(Note to literalists: the Watched column presently contains only a smattering of 'warblogs' because the facilitator of the template-change--Dr. Menlo--is not very familiar with them, and will be adding more as they are sent to him. Also, this blog may contain areas of allusion, satire, subtext, context and possibly even a dash of the surreal: wannabe lit-crits beware.)
Control
[Watch this space for: Pentagon and Petroleum, The Media is only as Liberal as the Corporations Who Own Them, Wash Down With, and Recalcify]
WARBLOGGER WATCH
Thursday, August 01, 2002
Andrew Sullivan, master statistician and social scientist, is citing Newsweek polls from October 2001 to show that Americans decisively (81 per cent!) support a war on Iraq. Additional Newsweek polls conducted in October 2001 found that 63 per cent of respondents believed bin Laden was behind the anthrax mailings, suggesting that people were then responding on nothing beyond emotion.
Question for Sullivan: if Americans had “decided” so overwhelmingly back in October to support a “war,” why did a Gallup poll concluded in late June find that just 59 per cent supported such an event. Why did 34 per cent oppose it, up from 20 per cent in November? A "decision" implies finality, though despite your disgusting and ceaseless propagandizing on behalf of the war for the past 11 months, public support for it has dwindled. That shows both that you and your keyboard-bound jingoes are piss-poor propagandists, and that the American public isn't as foolish as Newsweek's October polls depicted it.

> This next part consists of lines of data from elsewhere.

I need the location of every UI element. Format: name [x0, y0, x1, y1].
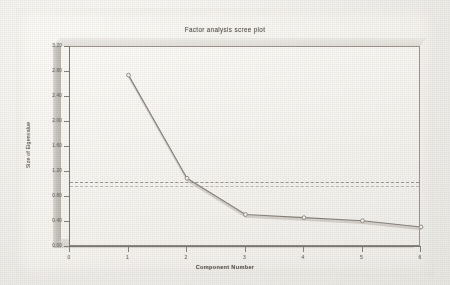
y-axis-tick-label: 0.40 — [38, 218, 62, 223]
data-point-marker — [419, 225, 423, 229]
x-axis-tick — [245, 247, 246, 252]
x-axis-tick-label: 4 — [295, 254, 311, 260]
y-axis-tick — [64, 71, 69, 72]
x-axis-title: Component Number — [16, 264, 434, 270]
data-point-marker — [361, 219, 365, 223]
y-axis-tick — [64, 46, 69, 47]
x-axis-tick-label: 0 — [61, 254, 77, 260]
x-axis-tick-label: 3 — [237, 254, 253, 260]
y-axis-tick — [64, 196, 69, 197]
x-axis-tick — [303, 247, 304, 252]
x-axis-tick — [186, 247, 187, 252]
data-point-marker — [302, 216, 306, 220]
plot-inner — [70, 47, 419, 245]
y-axis-tick-label: 0.00 — [38, 243, 62, 248]
plot-area — [69, 46, 420, 246]
y-axis-tick-label: 2.00 — [38, 118, 62, 123]
chart-title: Factor analysis scree plot — [16, 26, 434, 33]
data-point-marker — [185, 176, 189, 180]
eigenvalue-series — [70, 47, 421, 247]
data-point-marker — [244, 213, 248, 217]
y-axis-tick-label: 1.60 — [38, 143, 62, 148]
y-axis-tick — [64, 146, 69, 147]
frame-bevel-top — [53, 38, 427, 46]
y-axis-tick-label: 0.80 — [38, 193, 62, 198]
series-line — [129, 75, 422, 227]
x-axis-tick — [420, 247, 421, 252]
y-axis-tick — [64, 96, 69, 97]
scanned-page: Factor analysis scree plot 3.202.802.402… — [0, 0, 450, 285]
x-axis-tick-label: 5 — [354, 254, 370, 260]
data-point-marker — [127, 73, 131, 77]
x-axis-tick-label: 6 — [412, 254, 428, 260]
y-axis-tick-label: 2.80 — [38, 68, 62, 73]
x-axis-tick-label: 1 — [120, 254, 136, 260]
x-axis-tick-label: 2 — [178, 254, 194, 260]
y-axis-tick-label: 1.20 — [38, 168, 62, 173]
y-axis-tick-label: 3.20 — [38, 43, 62, 48]
y-axis-tick — [64, 221, 69, 222]
x-axis-tick — [362, 247, 363, 252]
y-axis-tick — [64, 121, 69, 122]
y-axis-tick — [64, 171, 69, 172]
x-axis-tick — [69, 247, 70, 252]
y-axis-tick-label: 2.40 — [38, 93, 62, 98]
y-axis-title: Size of Eigenvalue — [25, 95, 31, 195]
chart-canvas: Factor analysis scree plot 3.202.802.402… — [16, 8, 434, 276]
y-axis-line — [69, 46, 70, 247]
x-axis-tick — [128, 247, 129, 252]
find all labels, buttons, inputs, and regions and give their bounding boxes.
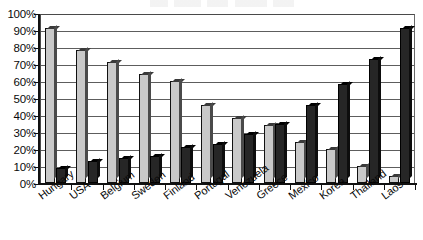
y-axis-tick-label: 40% [14, 110, 36, 122]
y-axis-tick-label: 30% [14, 127, 36, 139]
bar-light-finland [170, 81, 180, 183]
x-axis-tick-mark [384, 185, 385, 190]
bar-side-face [409, 25, 412, 179]
bar-side-face [315, 102, 318, 179]
y-axis-tick-mark [34, 65, 40, 66]
bar-dark-usa [88, 161, 98, 183]
x-axis-tick-mark [415, 185, 416, 190]
bar-side-face [54, 25, 57, 179]
bar-dark-korea [338, 84, 348, 183]
y-axis-labels: 100%90%80%70%60%50%40%30%20%10%0% [0, 8, 36, 184]
y-axis-tick-label: 10% [14, 161, 36, 173]
y-axis-tick-mark [34, 99, 40, 100]
chart-title-cropped [150, 0, 300, 7]
gridline [41, 31, 414, 32]
y-axis-tick-mark [34, 14, 40, 15]
x-axis-labels: HungaryUSABelgiumSwedenFinlandPortugalVe… [0, 186, 423, 240]
plot-area [40, 14, 415, 184]
x-axis-tick-mark [228, 185, 229, 190]
x-axis-tick-mark [134, 185, 135, 190]
gridline [41, 48, 414, 49]
y-axis-tick-label: 90% [14, 25, 36, 37]
bar-dark-thailand [369, 59, 379, 183]
bar-side-face [284, 121, 287, 180]
y-axis-tick-mark [34, 48, 40, 49]
y-axis-tick-label: 70% [14, 59, 36, 71]
bar-side-face [347, 81, 350, 179]
gridline [41, 99, 414, 100]
y-axis-tick-mark [34, 82, 40, 83]
y-axis-tick-mark [34, 133, 40, 134]
y-axis-tick-mark [34, 184, 40, 185]
x-axis-tick-mark [196, 185, 197, 190]
gridline [41, 150, 414, 151]
bar-side-face [97, 158, 100, 179]
y-axis-tick-label: 80% [14, 42, 36, 54]
x-axis-tick-mark [321, 185, 322, 190]
bar-light-sweden [139, 74, 149, 183]
bar-light-mexico [295, 142, 305, 183]
x-axis-tick-mark [71, 185, 72, 190]
y-axis-tick-mark [34, 116, 40, 117]
x-axis-tick-mark [353, 185, 354, 190]
bar-light-hungary [45, 28, 55, 183]
gridline [41, 133, 414, 134]
gridline [41, 116, 414, 117]
y-axis-tick-label: 100% [7, 8, 36, 20]
bar-light-belgium [107, 62, 117, 183]
x-axis-tick-mark [103, 185, 104, 190]
y-axis-tick-label: 20% [14, 144, 36, 156]
bar-chart: 100%90%80%70%60%50%40%30%20%10%0% Hungar… [0, 0, 423, 240]
y-axis-tick-mark [34, 167, 40, 168]
y-axis-tick-mark [34, 150, 40, 151]
x-axis-tick-mark [259, 185, 260, 190]
x-axis-tick-mark [290, 185, 291, 190]
bar-light-portugal [201, 105, 211, 183]
bar-side-face [85, 47, 88, 179]
y-axis-tick-mark [34, 31, 40, 32]
bar-light-usa [76, 50, 86, 183]
y-axis-tick-label: 50% [14, 93, 36, 105]
gridline [41, 65, 414, 66]
bar-light-venezuela [232, 118, 242, 183]
x-axis-tick-mark [165, 185, 166, 190]
y-axis-tick-label: 60% [14, 76, 36, 88]
bar-side-face [378, 56, 381, 179]
bar-dark-laos [400, 28, 410, 183]
gridline [41, 82, 414, 83]
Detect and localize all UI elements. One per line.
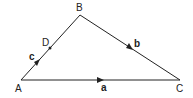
point-d-label: D xyxy=(42,37,49,48)
diagram-svg: A B C D c b a xyxy=(0,0,193,98)
vertex-a-label: A xyxy=(15,83,22,94)
vector-a-label: a xyxy=(101,82,107,93)
vertex-c-label: C xyxy=(176,83,183,94)
vector-b-label: b xyxy=(134,38,140,49)
vertex-b-label: B xyxy=(76,2,83,13)
arrow-b-icon xyxy=(126,43,133,50)
triangle-diagram: A B C D c b a xyxy=(0,0,193,98)
vector-c-label: c xyxy=(29,51,35,62)
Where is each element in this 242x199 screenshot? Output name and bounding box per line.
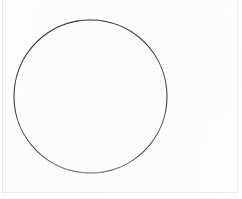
circle-upper-left-arc-emphasis [16,20,78,78]
circle-outline [14,20,167,173]
scanned-page [0,0,242,199]
figure-canvas [0,0,242,199]
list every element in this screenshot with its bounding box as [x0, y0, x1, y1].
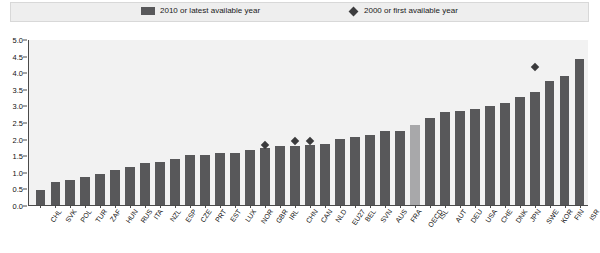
y-axis-tick-mark	[23, 73, 27, 74]
point-marker-swe[interactable]	[530, 63, 538, 71]
bar-slot[interactable]	[33, 40, 48, 205]
bar-jpn[interactable]	[515, 97, 525, 205]
bar-zaf[interactable]	[95, 174, 105, 205]
bar-swe[interactable]	[530, 92, 540, 205]
bar-slot[interactable]	[317, 40, 332, 205]
bar-ita[interactable]	[140, 163, 150, 205]
bar-slot[interactable]	[78, 40, 93, 205]
bar-slot[interactable]	[303, 40, 318, 205]
bar-slot[interactable]	[437, 40, 452, 205]
x-axis-label-fin: FIN	[572, 208, 584, 221]
bar-fin[interactable]	[560, 76, 570, 205]
bar-slot[interactable]	[228, 40, 243, 205]
bar-nzl[interactable]	[155, 162, 165, 205]
y-axis-tick-label: 2.0	[13, 135, 23, 144]
bar-isl[interactable]	[425, 118, 435, 205]
bar-slot[interactable]	[198, 40, 213, 205]
bar-slot[interactable]	[93, 40, 108, 205]
bar-esp[interactable]	[170, 159, 180, 205]
bar-chl[interactable]	[36, 190, 46, 205]
bar-slot[interactable]	[168, 40, 183, 205]
bar-slot[interactable]	[467, 40, 482, 205]
y-axis-tick-label: 3.5	[13, 85, 23, 94]
bar-chn[interactable]	[290, 146, 300, 205]
x-axis-label-svk: SVK	[64, 208, 78, 223]
bar-slot[interactable]	[557, 40, 572, 205]
bar-slot[interactable]	[572, 40, 587, 205]
bar-gbr[interactable]	[260, 148, 270, 205]
bar-cze[interactable]	[185, 155, 195, 205]
bar-slot[interactable]	[108, 40, 123, 205]
bar-slot[interactable]	[63, 40, 78, 205]
x-axis-label-esp: ESP	[184, 208, 198, 223]
legend-bar-label: 2010 or latest available year	[160, 6, 260, 16]
y-axis-tick-label: 2.5	[13, 119, 23, 128]
bar-slot[interactable]	[243, 40, 258, 205]
bar-bel[interactable]	[350, 137, 360, 205]
bar-oecd[interactable]	[410, 125, 420, 205]
bar-slot[interactable]	[392, 40, 407, 205]
bar-tur[interactable]	[80, 177, 90, 205]
bar-aus[interactable]	[380, 131, 390, 205]
bar-usa[interactable]	[470, 109, 480, 205]
bar-slot[interactable]	[482, 40, 497, 205]
y-axis-tick-label: 0.0	[13, 202, 23, 211]
bar-hun[interactable]	[110, 170, 120, 205]
bar-svk[interactable]	[51, 182, 61, 205]
y-axis-tick-label: 0.5	[13, 185, 23, 194]
bar-slot[interactable]	[527, 40, 542, 205]
x-axis-label-swe: SWE	[544, 208, 559, 225]
bar-nor[interactable]	[245, 150, 255, 205]
y-axis-tick-label: 5.0	[13, 36, 23, 45]
bar-slot[interactable]	[512, 40, 527, 205]
bar-dnk[interactable]	[500, 103, 510, 205]
bar-slot[interactable]	[48, 40, 63, 205]
bar-slot[interactable]	[183, 40, 198, 205]
bar-svn[interactable]	[365, 135, 375, 205]
bar-slot[interactable]	[123, 40, 138, 205]
x-axis-label-irl: IRL	[288, 208, 300, 221]
x-axis-label-aut: AUT	[454, 208, 468, 223]
bar-slot[interactable]	[542, 40, 557, 205]
bar-che[interactable]	[485, 106, 495, 205]
x-axis-label-chn: CHN	[304, 208, 318, 224]
bar-slot[interactable]	[497, 40, 512, 205]
x-axis-label-kor: KOR	[559, 208, 573, 224]
bar-deu[interactable]	[455, 111, 465, 205]
bar-pol[interactable]	[65, 180, 75, 205]
y-axis-tick-mark	[23, 40, 27, 41]
y-axis-tick-mark	[23, 172, 27, 173]
bar-est[interactable]	[215, 153, 225, 205]
bar-rus[interactable]	[125, 167, 135, 205]
bar-kor[interactable]	[545, 81, 555, 205]
x-axis-label-est: EST	[229, 208, 243, 223]
bar-slot[interactable]	[258, 40, 273, 205]
bar-slot[interactable]	[452, 40, 467, 205]
point-marker-can[interactable]	[306, 137, 314, 145]
bar-isr[interactable]	[575, 59, 585, 205]
x-axis-label-fra: FRA	[409, 208, 423, 223]
bar-irl[interactable]	[275, 146, 285, 205]
bar-slot[interactable]	[332, 40, 347, 205]
bar-eu27[interactable]	[335, 139, 345, 205]
bar-slot[interactable]	[377, 40, 392, 205]
bar-slot[interactable]	[422, 40, 437, 205]
bar-aut[interactable]	[440, 112, 450, 205]
plot-area	[28, 40, 588, 206]
bar-fra[interactable]	[395, 131, 405, 205]
bar-slot[interactable]	[347, 40, 362, 205]
bar-slot[interactable]	[213, 40, 228, 205]
bar-nld[interactable]	[320, 144, 330, 205]
bar-lux[interactable]	[230, 153, 240, 205]
point-marker-chn[interactable]	[291, 137, 299, 145]
bar-slot[interactable]	[407, 40, 422, 205]
bar-slot[interactable]	[153, 40, 168, 205]
bar-slot[interactable]	[362, 40, 377, 205]
bar-can[interactable]	[305, 145, 315, 205]
y-axis-tick-label: 4.5	[13, 52, 23, 61]
bar-slot[interactable]	[273, 40, 288, 205]
x-axis-label-deu: DEU	[469, 208, 483, 224]
bar-slot[interactable]	[138, 40, 153, 205]
bar-prt[interactable]	[200, 155, 210, 205]
bar-slot[interactable]	[288, 40, 303, 205]
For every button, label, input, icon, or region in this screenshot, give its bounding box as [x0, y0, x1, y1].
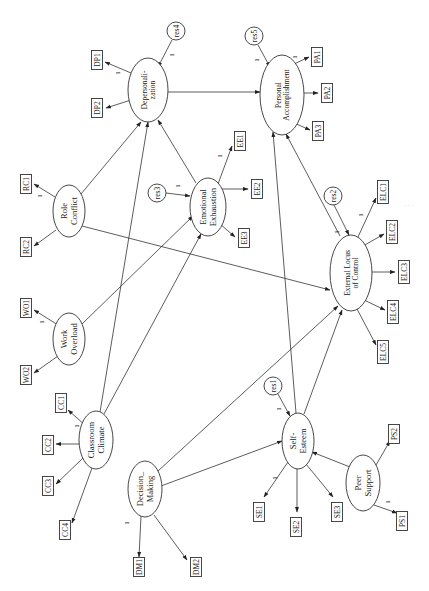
- indicator-label-text: PA2: [323, 86, 332, 99]
- indicator-label-text: ELC3: [400, 263, 409, 281]
- svg-text:1: 1: [38, 320, 46, 324]
- indicator-ee2: EE2: [252, 180, 263, 199]
- indicator-elc1: ELC1: [378, 181, 389, 204]
- indicator-label: SE2: [292, 521, 301, 534]
- indicator-ps2: PS2: [389, 425, 400, 444]
- path-dm-to-se: [161, 441, 282, 486]
- indicator-label: CC4: [61, 523, 70, 537]
- indicator-label: RC1: [22, 177, 31, 191]
- indicator-rc1: RC1: [21, 175, 32, 194]
- latent-se: Self-Esteem: [282, 413, 314, 469]
- indicator-label-text: CC3: [44, 479, 53, 493]
- indicator-ee3: EE3: [239, 229, 250, 248]
- svg-text:1: 1: [216, 154, 224, 158]
- path-se-to-elc: [304, 310, 342, 414]
- indicator-ee1: EE1: [235, 132, 246, 151]
- path-ee-to-dp: [158, 120, 196, 183]
- indicator-elc5: ELC5: [378, 341, 389, 364]
- svg-text:1: 1: [291, 55, 299, 59]
- latent-label-text: Decision_: [135, 471, 145, 506]
- indicator-wo1: WO1: [21, 299, 32, 318]
- indicator-se1: SE1: [254, 503, 265, 522]
- latent-label-text: Overload: [69, 322, 79, 354]
- indicator-label: EE3: [240, 231, 249, 244]
- sem-path-diagram: 111111111111111 Depersonali-zationPerson…: [0, 0, 429, 591]
- indicator-label-text: DP2: [93, 101, 102, 115]
- residual-res2: res2: [324, 187, 342, 205]
- svg-text:1: 1: [174, 184, 182, 188]
- fixed-loading-label: 1: [253, 58, 261, 62]
- indicator-label: PS2: [390, 428, 399, 440]
- latent-pa: PersonalAccomplishment: [260, 55, 304, 135]
- indicator-label-text: PA1: [313, 50, 322, 63]
- indicator-label: SE1: [255, 506, 264, 519]
- loading-cc-to-cc4: [72, 468, 92, 523]
- svg-text:1: 1: [36, 194, 44, 198]
- indicator-pa2: PA2: [322, 84, 333, 103]
- loading-ee-to-ee1: [218, 146, 232, 184]
- residual-label-text: res3: [153, 187, 162, 200]
- residual-label: res3: [153, 187, 162, 200]
- loading-dm-to-dm1: [139, 516, 141, 557]
- indicator-dm2: DM2: [191, 558, 202, 577]
- fixed-loading-label: 1: [38, 320, 46, 324]
- fixed-loading-label: 1: [216, 154, 224, 158]
- loading-elc-to-elc5: [357, 309, 376, 345]
- fixed-loading-label: 1: [291, 55, 299, 59]
- loading-elc-to-elc4: [364, 300, 385, 310]
- svg-text:1: 1: [357, 213, 365, 217]
- indicator-label-text: EE3: [240, 231, 249, 244]
- indicator-label-text: DM1: [135, 559, 144, 575]
- residual-res3-to-ee: [166, 193, 190, 196]
- indicator-pa1: PA1: [312, 48, 323, 67]
- latent-dp: Depersonali-zation: [128, 58, 168, 122]
- fixed-loading-label: 1: [384, 500, 392, 504]
- latent-rc: RoleConflict: [53, 185, 85, 237]
- indicator-label-text: SE1: [255, 506, 264, 519]
- latent-label: EmotionalExhaustion: [198, 187, 218, 226]
- path-ps-to-se: [312, 452, 350, 467]
- indicator-wo2: WO2: [21, 366, 32, 385]
- indicator-label: ELC3: [400, 263, 409, 281]
- loading-rc-to-rc2: [34, 230, 56, 246]
- indicator-label-text: DM2: [192, 559, 201, 575]
- loading-dp-to-dp2: [106, 100, 131, 108]
- loading-cc-to-cc3: [56, 458, 83, 484]
- svg-text:1: 1: [333, 230, 341, 234]
- fixed-loading-label: 1: [36, 194, 44, 198]
- indicator-label-text: ELC1: [379, 183, 388, 201]
- indicator-label-text: PA3: [314, 124, 323, 137]
- loading-ps-to-ps1: [374, 505, 397, 513]
- indicator-label-text: EE1: [236, 134, 245, 147]
- latent-label: Decision_Making: [135, 471, 155, 506]
- residual-label-text: res4: [172, 25, 181, 38]
- residual-res3: res3: [148, 184, 166, 202]
- svg-text:1: 1: [384, 500, 392, 504]
- indicator-label-text: WO1: [22, 300, 31, 316]
- fixed-loading-label: 1: [333, 230, 341, 234]
- residual-res5: res5: [245, 27, 263, 45]
- residual-label: res5: [250, 30, 259, 43]
- fixed-loading-label: 1: [123, 521, 131, 525]
- loading-wo-to-wo2: [34, 356, 58, 373]
- latent-label-text: of Control: [351, 257, 360, 288]
- indicator-label: WO1: [22, 300, 31, 316]
- loading-se-to-se3: [306, 464, 333, 497]
- latent-dm: Decision_Making: [128, 461, 162, 517]
- indicator-dm1: DM1: [134, 558, 145, 577]
- indicator-dp2: DP2: [92, 99, 103, 118]
- indicator-label: EE2: [253, 182, 262, 195]
- svg-text:1: 1: [253, 58, 261, 62]
- latent-label-text: Accomplishment: [282, 68, 291, 120]
- fixed-loading-label: 1: [168, 53, 176, 57]
- svg-text:1: 1: [168, 53, 176, 57]
- loading-dm-to-dm2: [154, 515, 187, 560]
- indicator-dp1: DP1: [92, 51, 103, 70]
- latent-label-text: Exhaustion: [208, 187, 218, 226]
- latent-label-text: Making: [145, 475, 155, 502]
- latent-label-text: Emotional: [198, 189, 208, 225]
- indicator-label-text: CC4: [61, 523, 70, 537]
- latent-label-text: Esteem: [298, 428, 308, 453]
- indicator-label: ELC4: [389, 303, 398, 321]
- latent-label-text: Self-: [288, 433, 298, 450]
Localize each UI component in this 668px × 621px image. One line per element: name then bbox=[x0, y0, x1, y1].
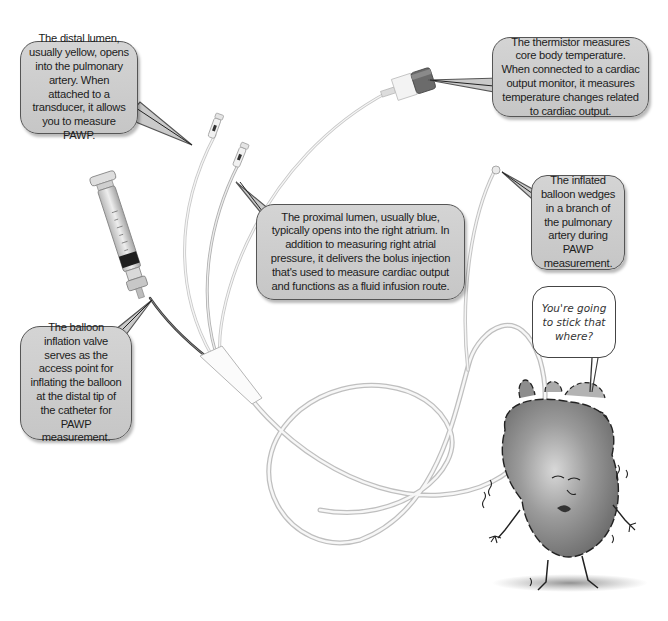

The Christian Science Monitor reported on July 17, 2002 that that 59 per cent majority “shrinks to a minority, however, in a scenario where the United States would go it alone - an option administration officials have not ruled out.” Hey, don't let the disappearance of your majority get in the way, not that you're at all interested in facts.
Addendum: Caught the above Sullivanian nonsense via Matt Welch, who I promise to be nicer to in the future. posted by Anonymous8:57 AM
The Watchers
WBW: Keeping track of the war exhortations of the warbloggers.